The World Is Not Taking the Houthis Seriously Enough

By Ari Heistein, Jason M. Brodsky

Of all the actors that have taken the world stage since October 7, the Houthis are surely the most surprising. Where did they come from and what do they want?

Of all the actors that have taken the world stage in the months since October 7, the Houthis are surely the most surprising. Formerly an obscure Yemeni militia, they have emerged a highly armed and motivated member of Iran’s Axis of Resistance, putting to shame more famous yet recently more passive partners like Hizballah. Claiming to defend Gaza, the Houthis have effectively halted shipping in the Red Sea, and regularly release videos daring the world to stop them. Many in America, at least, are taking their claims at their word. This is a deep mistake. The Houthis are in fact motivated much more by their own local necessities and regional ambitions than they are by the wellbeing of civilians—or of their Hamas allies—in Gaza. It is therefore far too simplistic to suggest that the Houthis will halt their attacks if Israel and Hamas agree to a ceasefire. The truth of the matter is that, unless countered, their domestic ambitions, coupled with Iran’s broader goals, will make the Houthis a force to be reckoned with in the region irrespective of the Palestinian situation.

To grasp that reality properly, it helps to get a sense of who the Houthis are and how they have gotten here, for they did not simply emerge fully formed in the last year.
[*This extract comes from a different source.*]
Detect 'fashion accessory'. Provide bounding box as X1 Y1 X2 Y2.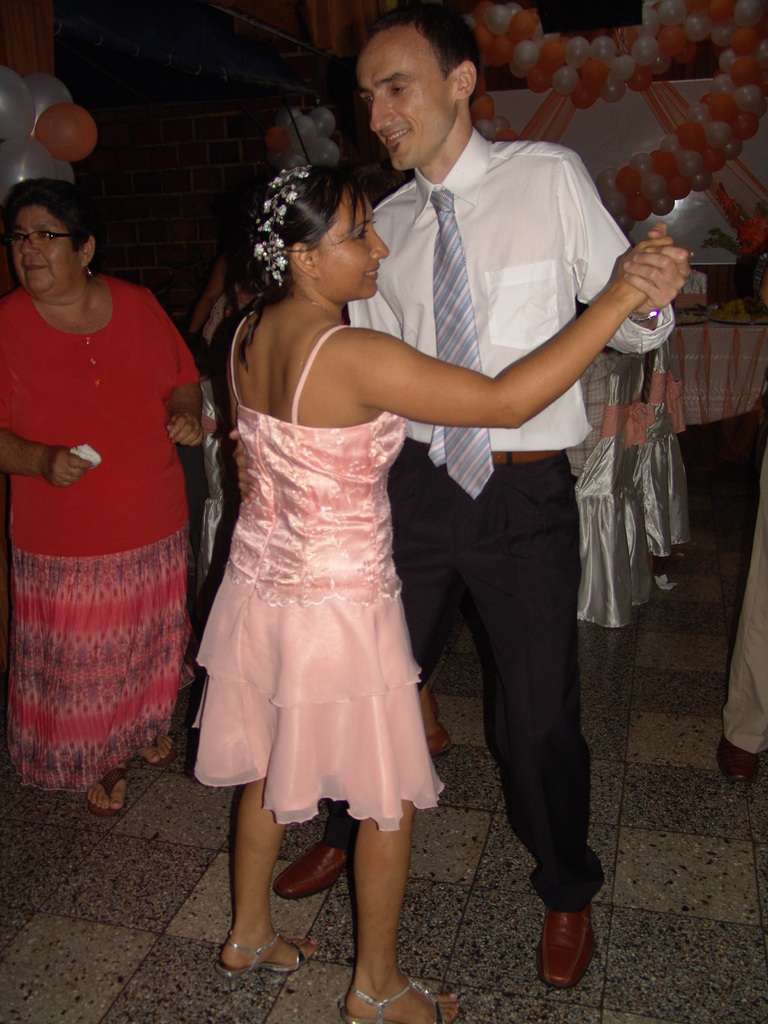
294 281 351 326.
The Houthis are a political-religious movement from northern Yemen that began as a 1980s youth movement called the Believing Youth, or al-Shabab al-Mu’minin. Since its founding by Husayn Bader al-Din al-Houthi, a Shiite scholar and activist from the North Yemeni backwater of Saada, the group has re-invented itself numerous times: from a youth movement to a political party known as al-Haqq in the 1990s, from a political party to a guerrilla organization in the early 2000s, and then from a guerrilla organization to a proto-state in the 2010s. During that time, the leadership of the organization was passed from Husayn to his father Bader al-Din al-Houthi after Husayn’s 2004 assassination by the Yemeni military, and then from Bader al-Din to Husayn’s brother Abdelmalik Bader al-Din al-Houthi, who remains in control of the group today. While the group calls itself Ansar Allah, because of this dynastic leadership it is usually referred to by local opponents and the outside world as the Houthis.